Vermont, according to the order, “similarly extorts energy producers for alleged past contributions to greenhouse gas emissions anywhere in the United States or the globe.” California “punishes carbon use by adopting impossible caps on the amount of carbon businesses may use, all but forcing businesses to pay large sums to “trade” carbon credits to meet California’s radical requirements.”
All three states voted against Trump in the 2024 election. This order is likely to prompt the same response that Maine Democratic Gov. Janet Mills gave Trump in another context: “See you in court.”
The final coal-related executive order addresses the U.S. high-voltage electric transmission grid. It orders the Department of Energy to “develop a uniform methodology for analyzing current and anticipated reserve margins for all regions of the bulk power system regulated by the Federal Energy Regulatory Commission and shall utilize this methodology to identify current and anticipated regions with reserve margins below acceptable thresholds as identified by the Secretary of Energy.”
The order then goes into a fantasy of federal overreach: The energy secretary can order private-sector owners of power plants to keep plants “from leaving the bulk-power system or converting the source of fuel of such generation resource if such conversion would result in a net reduction in accredited generating capacity.” Expropriation, baby?
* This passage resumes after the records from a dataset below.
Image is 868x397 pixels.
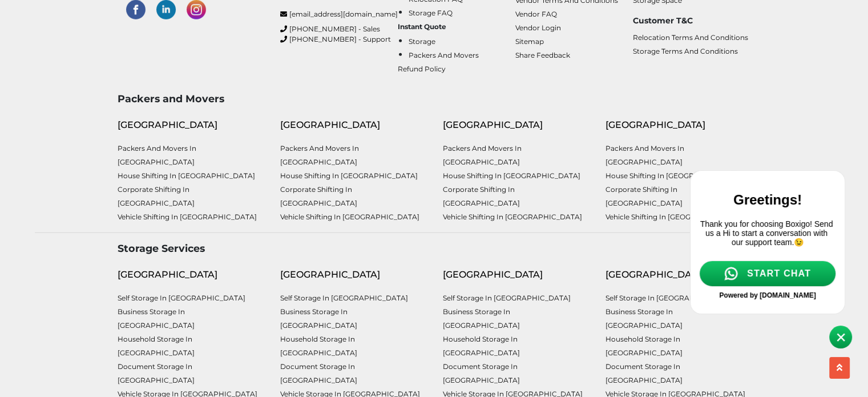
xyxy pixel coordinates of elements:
a: START CHAT [14,95,150,121]
div: [GEOGRAPHIC_DATA] [443,118,588,132]
h3: Packers and Movers [118,92,751,105]
a: Corporate Shifting in [GEOGRAPHIC_DATA] [605,185,683,207]
a: Document Storage in [GEOGRAPHIC_DATA] [280,362,357,385]
div: [GEOGRAPHIC_DATA] [605,118,751,132]
a: Vehicle shifting in [GEOGRAPHIC_DATA] [280,212,419,221]
a: Relocation Terms and Conditions [633,33,748,42]
div: [GEOGRAPHIC_DATA] [280,268,426,281]
a: Share Feedback [516,51,570,60]
a: Storage FAQ [408,9,453,17]
div: [GEOGRAPHIC_DATA] [118,268,263,281]
a: House shifting in [GEOGRAPHIC_DATA] [443,171,581,180]
a: Packers and Movers in [GEOGRAPHIC_DATA] [118,144,196,166]
h3: Storage Services [118,242,751,254]
div: [GEOGRAPHIC_DATA] [443,268,588,281]
a: Self Storage in [GEOGRAPHIC_DATA] [118,294,246,302]
img: whatsapp-icon.svg [39,101,53,115]
img: close.svg [151,19,160,27]
a: House shifting in [GEOGRAPHIC_DATA] [118,171,255,180]
a: Household Storage in [GEOGRAPHIC_DATA] [118,335,195,357]
b: Instant Quote [398,23,447,31]
h2: Greetings! [14,26,150,42]
a: Business Storage in [GEOGRAPHIC_DATA] [280,307,357,329]
a: [DOMAIN_NAME] [74,126,131,133]
a: Vehicle shifting in [GEOGRAPHIC_DATA] [443,212,582,221]
a: Vehicle shifting in [GEOGRAPHIC_DATA] [605,212,745,221]
a: Document Storage in [GEOGRAPHIC_DATA] [443,362,520,385]
a: Document Storage in [GEOGRAPHIC_DATA] [118,362,195,385]
a: Vendor FAQ [516,10,557,18]
a: Storage Terms and Conditions [633,47,738,55]
a: Vendor Login [516,23,561,32]
div: [GEOGRAPHIC_DATA] [118,118,263,132]
a: Business Storage in [GEOGRAPHIC_DATA] [605,307,683,329]
a: Vehicle shifting in [GEOGRAPHIC_DATA] [118,212,257,221]
a: Corporate Shifting in [GEOGRAPHIC_DATA] [443,185,520,207]
a: [EMAIL_ADDRESS][DOMAIN_NAME] [280,9,398,19]
a: Packers and Movers in [GEOGRAPHIC_DATA] [443,144,522,166]
h6: Customer T&C [633,16,750,26]
a: Business Storage in [GEOGRAPHIC_DATA] [443,307,520,329]
a: Storage [408,37,436,46]
a: Packers and Movers in [GEOGRAPHIC_DATA] [605,144,685,166]
a: Sitemap [516,37,544,46]
a: Household Storage in [GEOGRAPHIC_DATA] [443,335,520,357]
a: [PHONE_NUMBER] - Sales [280,24,398,34]
a: Packers and Movers [408,51,479,60]
a: Refund Policy [398,64,446,73]
a: Corporate Shifting in [GEOGRAPHIC_DATA] [118,185,195,207]
div: [GEOGRAPHIC_DATA] [605,268,751,281]
a: Self Storage in [GEOGRAPHIC_DATA] [280,294,408,302]
a: Household Storage in [GEOGRAPHIC_DATA] [280,335,357,357]
button: scroll up [829,357,850,379]
a: House shifting in [GEOGRAPHIC_DATA] [280,171,418,180]
a: Corporate Shifting in [GEOGRAPHIC_DATA] [280,185,357,207]
a: Self Storage in [GEOGRAPHIC_DATA] [605,294,733,302]
span: START CHAT [62,103,126,113]
a: Packers and Movers in [GEOGRAPHIC_DATA] [280,144,359,166]
a: [PHONE_NUMBER] - Support [280,34,398,44]
div: [GEOGRAPHIC_DATA] [280,118,426,132]
a: Household Storage in [GEOGRAPHIC_DATA] [605,335,683,357]
a: Document Storage in [GEOGRAPHIC_DATA] [605,362,683,385]
span: Powered by [34,126,72,133]
a: House shifting in [GEOGRAPHIC_DATA] [605,171,743,180]
a: Self Storage in [GEOGRAPHIC_DATA] [443,294,570,302]
a: Business Storage in [GEOGRAPHIC_DATA] [118,307,195,329]
p: Thank you for choosing Boxigo! Send us a Hi to start a conversation with our support team.😉 [14,53,150,81]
Trump’s coal executive orders prompted pushback from energy experts outside the administration. Rob Gramlich, long-time Washington energy policy and politics player, commented on Twitter that the orders “don’t seem to realize that natural gas killed coal and if they aren’t banning fracking, none of this matters. Nothing here seems to change the economics, and it’s the economics that have held coal-fired power production down. DOE has no authority to prevent coal plant retirements or force an owner to lose money by running the plant.”
Gramlich added, “We have seen no evidence that any company is considering building a new coal plant or that supply chains or manufacturing could support it. I don’t think these orders change the facts that coal-fired power plants are old, expensive to run, and unlikely to operate very often or for many more years.”
As Trump was pondering and fulminating about coal, his administration was DOGEing the federal agencies in the Department of Labor and Department of Health and Human Services that oversee the health and safety of the workers in the nation’s coal mines.

DOL’s Mine Safety and Health Administration, at Elon Musk’s direction, is targeting 34 MSHA offices in 19 states for shut down. The closures include MSHA’s office at Mount Pleasant, Pa., some 50 miles south of Pittsburgh. The Pittsburgh Post-Gazette reported, “Year after year, the local office of the Mine Safety and Health Administration — the most active mine safety center in the nation — launched inquiries into deaths and devastating injuries in some of the largest underground caverns in the country.”
At HHS, the National Institute for Occupational Safety and Health, which researches coal miners’ black lung disease, is facing 873 layoffs. Of those firings, 200 are concentrated in the Morgantown, W.Va., and Pittsburgh offices. The Morgantown office houses the respiration research division. HHS Secretary Robert F. Kennedy, Jr., plans to remove the eviscerated NIOSH from the Centers for Disease Control and Prevention and into a new Administration for a Healthy America.
United Mine Workers of America President Cecil Roberts commented, “The announced significant downsizing of offices in Morgantown, W.Va., and Pittsburgh, Pa., are particularly devastating to the coal industry, which relies on the research done there to improve its safety practices.”
Anti-Trump billionaire businessman Mark Cuban commented on Bluesky, “USA to coal miners – Drop Dead. Literally. And take your towns with you.”